As Ruby grew, it got a niftier way of doing object-oriented programming. Developers started to appreciate it in the same places they might use Java or Smalltalk. A few of the bravest started building production systems using a nice object-oriented language without the drawbacks of a high-maintenance type system (Java) or the isolation of an image (Smalltalk). This code ends up looking a little like someone poking Ruby with their Java brain; they’re not using the language to its fullest, but they’re not abusing it either.
Out of the OO crowd exploded the ecosystem of web frameworks. There were a few contenders for a while, but then Rails came and sucked the air out of the competitive fire. For better or worse, nearly everyone doing web stuff with Ruby was doing Rails for a few years. This yielded buzz, lots of hype, some fallings out, some useful forward progress in the idioms of software development, and a handful of really great businesses.

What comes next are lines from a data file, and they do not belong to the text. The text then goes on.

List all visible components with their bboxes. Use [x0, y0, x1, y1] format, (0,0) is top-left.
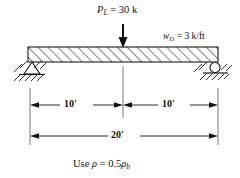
point-load-subscript: L — [103, 8, 107, 17]
distributed-load-label: wD = 3 k/ft — [163, 32, 205, 43]
pin-support-left — [14, 61, 46, 81]
distributed-load-subscript: D — [169, 35, 174, 42]
note-equals: = — [97, 158, 108, 169]
dimension-right-label: 10' — [162, 99, 175, 109]
dimension-total-label: 20' — [111, 130, 124, 140]
distributed-load-equals: = — [177, 31, 182, 41]
note-rho-b-subscript: b — [126, 162, 130, 171]
note-coefficient: 0.5 — [108, 158, 121, 169]
dimension-total-span — [30, 133, 218, 139]
pin-ground-hatch — [14, 75, 43, 81]
point-load-arrow — [119, 24, 128, 48]
diagram-canvas — [0, 0, 240, 178]
point-load-value: 30 — [119, 4, 130, 15]
distributed-load-value: 3 — [184, 31, 189, 41]
note-prefix: Use — [73, 158, 92, 169]
beam-rect — [28, 47, 218, 62]
beam-loading-diagram: PL = 30 k wD = 3 k/ft 10' 10' 20' Use ρ … — [0, 0, 240, 178]
extension-lines — [30, 66, 218, 145]
roller-support-right — [194, 62, 232, 80]
dimension-left-label: 10' — [64, 99, 77, 109]
point-load-unit: k — [132, 4, 137, 15]
distributed-load-unit: k/ft — [192, 31, 205, 41]
point-load-equals: = — [110, 4, 116, 15]
roller-circle — [210, 63, 220, 73]
roller-ground-hatch — [200, 74, 229, 80]
beam-member — [28, 47, 218, 62]
design-note: Use ρ = 0.5ρb — [73, 159, 130, 170]
point-load-label: PL = 30 k — [97, 5, 137, 16]
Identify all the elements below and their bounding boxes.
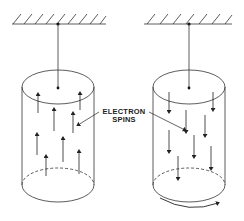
right-spin-arrows [169,92,213,179]
leader-line-left [78,112,99,125]
left-ceiling [12,14,106,24]
electron-spins-label: ELECTRON SPINS [98,108,150,124]
leader-line-right [149,112,185,130]
right-center-dot [188,87,191,90]
left-center-dot [57,87,60,90]
left-spin-arrows [37,93,80,176]
left-cylinder [22,70,94,202]
right-ceiling [144,14,232,24]
right-cylinder [153,70,225,202]
label-line-2: SPINS [98,116,150,124]
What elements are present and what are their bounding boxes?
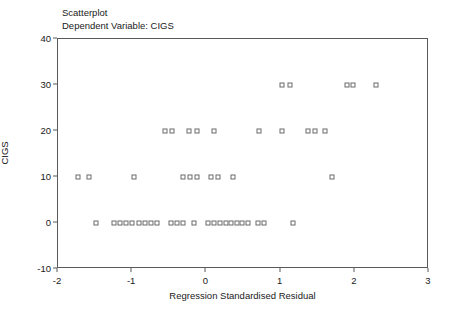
data-point <box>373 83 378 88</box>
chart-title-block: Scatterplot Dependent Variable: CIGS <box>62 6 174 32</box>
data-point <box>323 129 328 134</box>
data-point <box>262 221 267 226</box>
data-point <box>351 83 356 88</box>
data-point <box>245 221 250 226</box>
data-point <box>188 175 193 180</box>
x-tick-mark <box>279 268 280 272</box>
data-point <box>257 129 262 134</box>
x-tick-label: -1 <box>116 275 146 286</box>
data-point <box>142 221 147 226</box>
data-point <box>211 221 216 226</box>
data-point <box>211 129 216 134</box>
data-point <box>131 175 136 180</box>
data-point <box>205 221 210 226</box>
data-point <box>194 129 199 134</box>
x-tick-mark <box>428 268 429 272</box>
data-point <box>174 221 179 226</box>
data-point <box>76 175 81 180</box>
x-axis-label: Regression Standardised Residual <box>57 290 428 301</box>
data-point <box>180 175 185 180</box>
data-point <box>186 129 191 134</box>
data-point <box>136 221 141 226</box>
data-point <box>256 221 261 226</box>
data-point <box>191 221 196 226</box>
x-tick-label: 1 <box>265 275 295 286</box>
chart-subtitle: Dependent Variable: CIGS <box>62 19 174 32</box>
x-tick-mark <box>131 268 132 272</box>
data-point <box>228 221 233 226</box>
data-point <box>291 221 296 226</box>
data-point <box>312 129 317 134</box>
chart-title: Scatterplot <box>62 6 174 19</box>
data-point <box>93 221 98 226</box>
x-tick-label: -2 <box>42 275 72 286</box>
data-point <box>216 175 221 180</box>
data-point <box>111 221 116 226</box>
data-point <box>194 175 199 180</box>
data-point <box>148 221 153 226</box>
y-tick-mark <box>53 84 57 85</box>
x-tick-mark <box>57 268 58 272</box>
x-tick-label: 0 <box>190 275 220 286</box>
y-tick-mark <box>53 176 57 177</box>
y-tick-label: 20 <box>21 125 51 136</box>
data-point <box>117 221 122 226</box>
x-tick-mark <box>205 268 206 272</box>
y-tick-label: 0 <box>21 217 51 228</box>
data-point <box>287 83 292 88</box>
data-point <box>123 221 128 226</box>
x-tick-mark <box>353 268 354 272</box>
data-point <box>154 221 159 226</box>
y-tick-label: 30 <box>21 79 51 90</box>
x-tick-label: 2 <box>339 275 369 286</box>
y-tick-label: -10 <box>21 263 51 274</box>
data-point <box>168 221 173 226</box>
y-tick-label: 10 <box>21 171 51 182</box>
y-axis-label: CIGS <box>0 141 10 164</box>
data-point <box>169 129 174 134</box>
y-tick-mark <box>53 130 57 131</box>
data-point <box>344 83 349 88</box>
y-tick-mark <box>53 222 57 223</box>
data-point <box>130 221 135 226</box>
plot-area <box>57 38 428 268</box>
data-point <box>217 221 222 226</box>
y-tick-label: 40 <box>21 33 51 44</box>
data-point <box>280 129 285 134</box>
data-points-layer <box>58 39 427 267</box>
data-point <box>162 129 167 134</box>
y-tick-mark <box>53 38 57 39</box>
data-point <box>87 175 92 180</box>
data-point <box>240 221 245 226</box>
scatterplot-figure: Scatterplot Dependent Variable: CIGS CIG… <box>0 0 453 317</box>
data-point <box>329 175 334 180</box>
x-tick-label: 3 <box>413 275 443 286</box>
data-point <box>180 221 185 226</box>
data-point <box>231 175 236 180</box>
data-point <box>208 175 213 180</box>
data-point <box>280 83 285 88</box>
data-point <box>306 129 311 134</box>
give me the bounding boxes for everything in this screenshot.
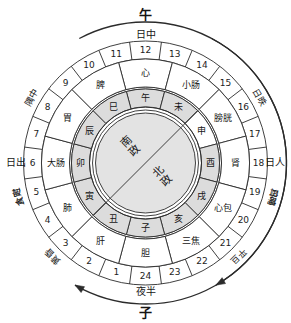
branch-label-午: 午 xyxy=(141,94,150,103)
hour-number-5: 5 xyxy=(33,188,39,197)
cardinal-bottom-branch: 子 xyxy=(139,306,152,319)
hour-number-22: 22 xyxy=(196,256,207,265)
hour-number-13: 13 xyxy=(169,49,180,58)
organ-label-脾: 脾 xyxy=(96,81,105,90)
hour-number-10: 10 xyxy=(83,61,94,70)
cardinal-top-branch: 午 xyxy=(139,8,152,21)
branch-label-亥: 亥 xyxy=(174,215,183,224)
branch-label-卯: 卯 xyxy=(76,159,85,168)
cardinal-top-period: 日中 xyxy=(136,30,156,40)
cardinal-left-period: 日出 xyxy=(6,158,26,168)
hour-number-23: 23 xyxy=(169,268,180,277)
clock-diagram: 午日中夜半子日出日人隅中食时平旦鸡鸣日昳日晡黄昏人定12345678910111… xyxy=(0,0,291,323)
organ-label-膀胱: 膀胱 xyxy=(214,114,232,123)
branch-label-未: 未 xyxy=(174,102,183,111)
cardinal-right-period: 日人 xyxy=(265,158,285,168)
organ-label-肝: 肝 xyxy=(96,236,105,245)
branch-label-酉: 酉 xyxy=(206,159,215,168)
hour-number-18: 18 xyxy=(253,159,264,168)
hour-number-16: 16 xyxy=(238,102,249,111)
organ-label-三焦: 三焦 xyxy=(182,236,200,245)
hour-number-3: 3 xyxy=(63,238,69,247)
hour-number-17: 17 xyxy=(249,129,260,138)
branch-label-巳: 巳 xyxy=(109,102,118,111)
organ-label-大肠: 大肠 xyxy=(47,159,65,168)
hour-number-1: 1 xyxy=(113,268,119,277)
hour-number-19: 19 xyxy=(249,188,260,197)
hour-number-11: 11 xyxy=(111,49,122,58)
branch-label-寅: 寅 xyxy=(85,191,94,200)
hour-number-21: 21 xyxy=(220,238,231,247)
organ-label-肾: 肾 xyxy=(231,159,240,168)
hour-number-12: 12 xyxy=(140,46,151,55)
organ-label-胆: 胆 xyxy=(141,249,150,258)
hour-number-14: 14 xyxy=(196,61,207,70)
organ-label-心包: 心包 xyxy=(214,204,232,213)
hour-number-15: 15 xyxy=(220,79,231,88)
hour-number-8: 8 xyxy=(45,102,51,111)
branch-label-辰: 辰 xyxy=(85,126,94,135)
hour-number-9: 9 xyxy=(63,79,69,88)
branch-label-申: 申 xyxy=(197,126,206,135)
organ-label-肺: 肺 xyxy=(63,204,72,213)
hour-number-24: 24 xyxy=(140,272,151,281)
hour-number-7: 7 xyxy=(33,129,39,138)
hour-number-4: 4 xyxy=(45,215,51,224)
hour-number-2: 2 xyxy=(86,256,92,265)
organ-label-心: 心 xyxy=(141,69,150,78)
branch-label-子: 子 xyxy=(141,224,150,233)
hour-number-6: 6 xyxy=(30,159,36,168)
hour-number-20: 20 xyxy=(238,215,249,224)
cardinal-bottom-period: 夜半 xyxy=(136,287,156,297)
organ-label-小肠: 小肠 xyxy=(182,81,200,90)
organ-label-胃: 胃 xyxy=(63,114,72,123)
branch-label-戌: 戌 xyxy=(197,191,206,200)
branch-label-丑: 丑 xyxy=(109,215,118,224)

At this point in Ruby’s life, its interesting properties (metaprogramming, blocks, open classes) were stretched, broken, and put back together with a note pointing out that some ideas are too clever for practical use.
As Ruby took off and more developers started using it, there was a need for integration with other systems. Thus, lots of effort was put into projects to make Ruby a part of the JVM, CLR, and Cocoa ecosystems. Largely, they delivered. At the end of 2011, you can use Ruby to integrate with and distribute apps for the JVM and OS X, and maybe even Windows. This gave Ruby credibility in large “enterprisey” shops and somewhat freed Ruby from depending on a single implementation. The work to make this happen is non-trivial and thankless but hugely important even if you never touch it; when you see one of these implementers, thank, hug, and/or bribe them.
Ruby could go to there
WARNING Prognostication follows WARNING, your crystal ball is possibly different than mine
Scala, a hybrid functional/object-oriented language for the JVM, is a hot thing these days. A lot of people like that it combines the JVM, the best ideas of object-oriented programming, and then swizzles in some accessible and useful ideas from the relatively untapped lore of functional programming (FP). So it goes, Ruby already does one or two of these things, depending on how you count. The OO part is in the bag. Enumerable exposes a lot of the same abstractions that lie at the foundation of FP. If you’re using JRuby, you’re getting many of the benefits of the JVM, though Scala does one better in this regard right now. Someone could come along and implement immutable, lazy data structures and maybe a few combinators and give Ruby a really good FP story.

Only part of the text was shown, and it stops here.